The paper tackles the theoretical understanding of two-layer Bayesian neural networks with extensive width, analyzing their learning behavior near interpolation where feature learning emerges. It uncovers a rich phenomenology with various learning transitions as data increases, showing that stronger feature contributions require less data to learn and that specialization occurs only with sufficient data.
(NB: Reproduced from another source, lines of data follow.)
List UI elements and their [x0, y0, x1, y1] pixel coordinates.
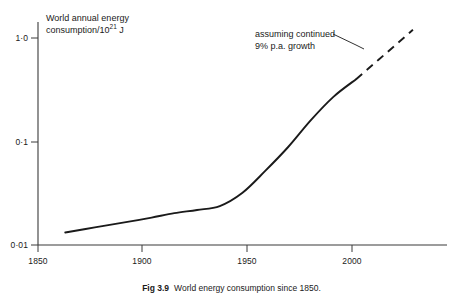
x-tick-label-2000: 2000 — [332, 256, 372, 266]
figure-caption-text: World energy consumption since 1850. — [174, 283, 321, 293]
growth-annotation-line2: 9% p.a. growth — [255, 41, 315, 51]
figure-caption-label: Fig 3.9 — [142, 283, 169, 293]
growth-annotation-line1: assuming continued — [255, 29, 335, 39]
y-tick-label-1: 1·0 — [0, 33, 28, 43]
y-axis-title-line2-suffix: J — [117, 25, 124, 35]
x-tick-label-1850: 1850 — [18, 256, 58, 266]
series-line-projection — [356, 30, 413, 79]
annotation-leader-line — [333, 34, 364, 49]
y-axis-title-line2-prefix: consumption/10 — [46, 25, 110, 35]
y-tick-label-0-01: 0·01 — [0, 240, 28, 250]
y-axis-title-line1: World annual energy — [46, 13, 129, 23]
y-axis-title: World annual energy consumption/1021 J — [46, 12, 129, 36]
growth-annotation: assuming continued 9% p.a. growth — [255, 28, 335, 52]
x-tick-label-1900: 1900 — [122, 256, 162, 266]
figure-container: World annual energy consumption/1021 J a… — [0, 0, 463, 302]
figure-caption: Fig 3.9World energy consumption since 18… — [0, 283, 463, 293]
y-axis-title-exponent: 21 — [110, 23, 117, 30]
x-tick-label-1950: 1950 — [227, 256, 267, 266]
y-tick-label-0-1: 0·1 — [0, 137, 28, 147]
series-line-historical — [65, 79, 356, 232]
For three decades statistical mechanics has been providing a framework to analyse neural networks. However, the theoretically tractable models, e.g., perceptrons, random features models and kernel machines, or multi-index models and committee machines with few neurons, remained simple compared to those used in applications. In this paper we help reducing the gap between practical networks and their theoretical understanding through a statistical physics analysis of the supervised learning of a two-layer fully connected network with generic weight distribution and activation function, whose hidden layer is large but remains proportional to the inputs dimension. This makes it more realistic than infinitely wide networks where no feature learning occurs, but also more expressive than narrow ones or with fixed inner weights. We focus on the Bayes-optimal learning in the teacher-student scenario, i.e., with a dataset generated by another network with the same architecture. We operate around interpolation, where the number of trainable parameters and of data are comparable and feature learning emerges. Our analysis uncovers a rich phenomenology with various learning transitions as the number of data increases. In particular, the more strongly the features (i.e., hidden neurons of the target) contribute to the observed responses, the less data is needed to learn them. Moreover, when the data is scarce, the model only learns non-linear combinations of the teacher weights, rather than "specialising" by aligning its weights with the teacher's. Specialisation occurs only when enough data becomes available, but it can be hard to find for practical training algorithms, possibly due to statistical-to-computational~gaps.